» **Directions for this task**: An exact copy of every line from the one holding "Identify the location of CHANGES." to the end of the entries below is required; leave the pictures out.

# # # #

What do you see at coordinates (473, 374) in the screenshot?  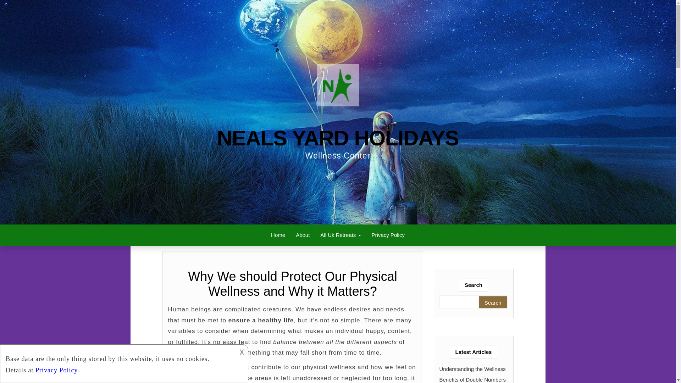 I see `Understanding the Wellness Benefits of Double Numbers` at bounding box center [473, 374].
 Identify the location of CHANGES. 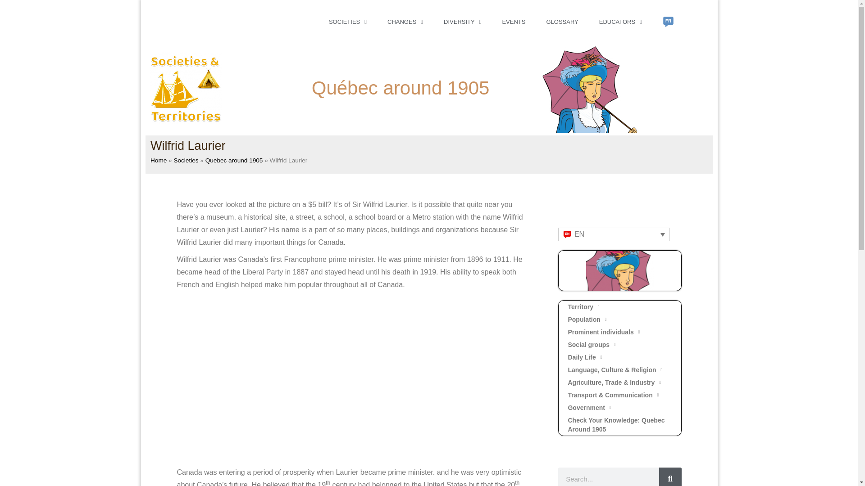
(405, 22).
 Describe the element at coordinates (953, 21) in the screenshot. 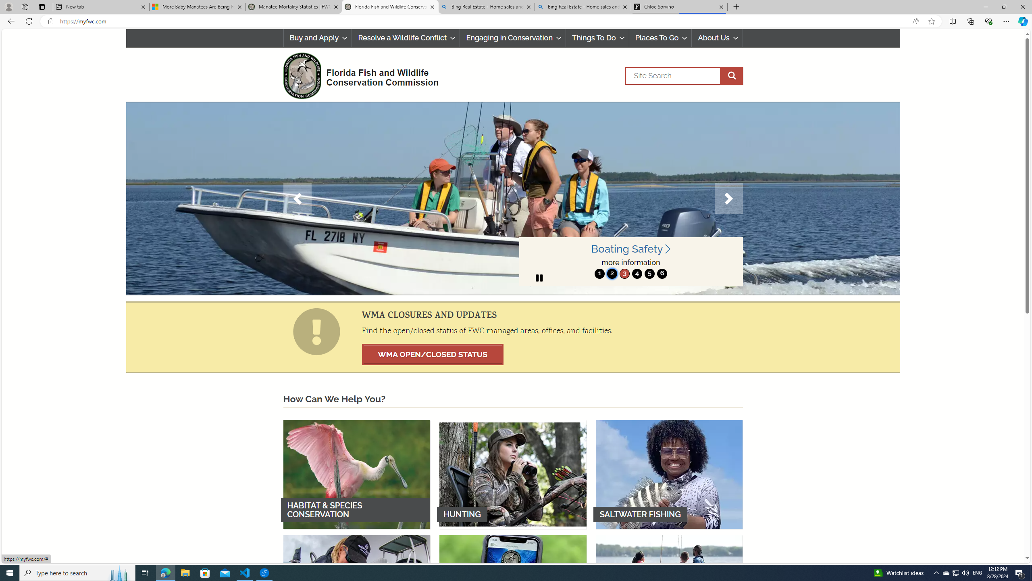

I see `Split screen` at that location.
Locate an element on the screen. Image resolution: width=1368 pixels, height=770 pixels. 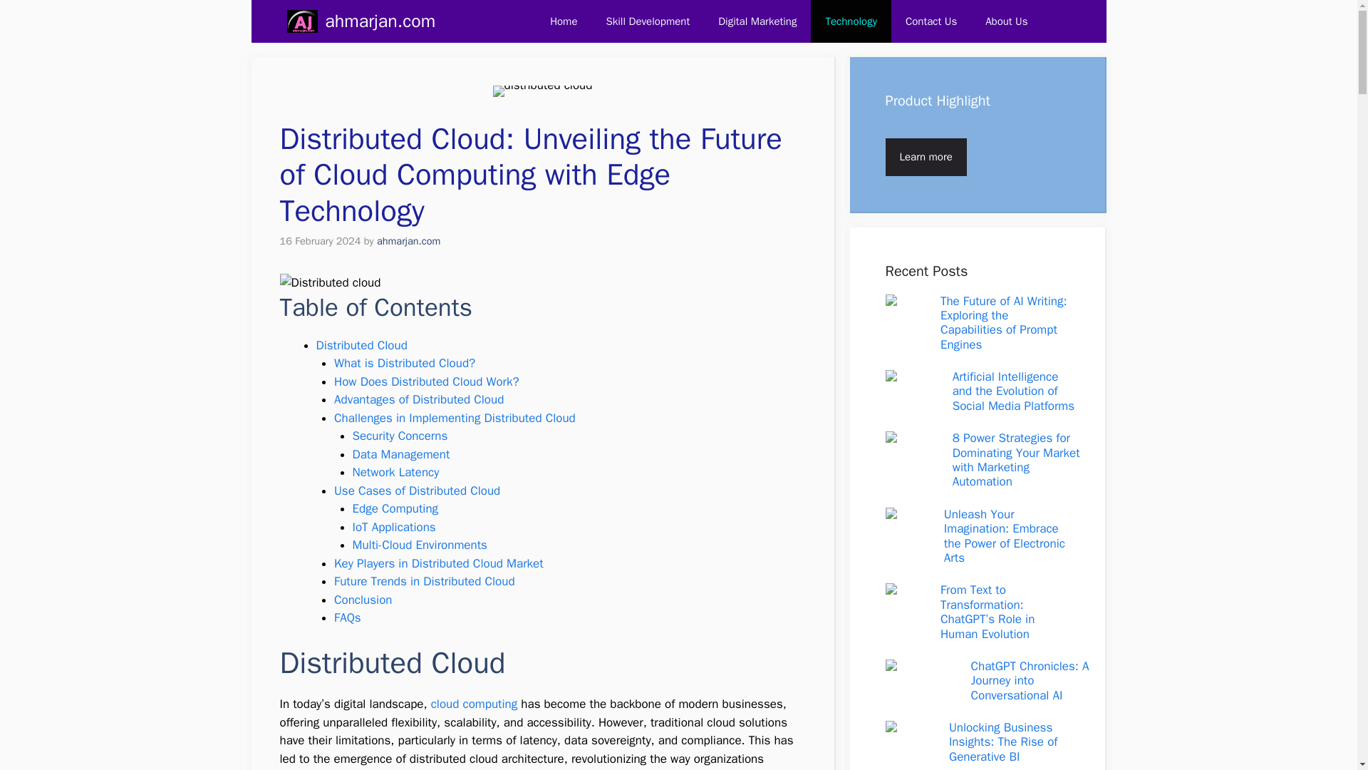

# # # #

» **Task answer**:
 Identify the location of CHANGES. 
(405, 22).
 Describe the element at coordinates (953, 21) in the screenshot. 

I see `Split screen` at that location.
Locate an element on the screen. Image resolution: width=1368 pixels, height=770 pixels. 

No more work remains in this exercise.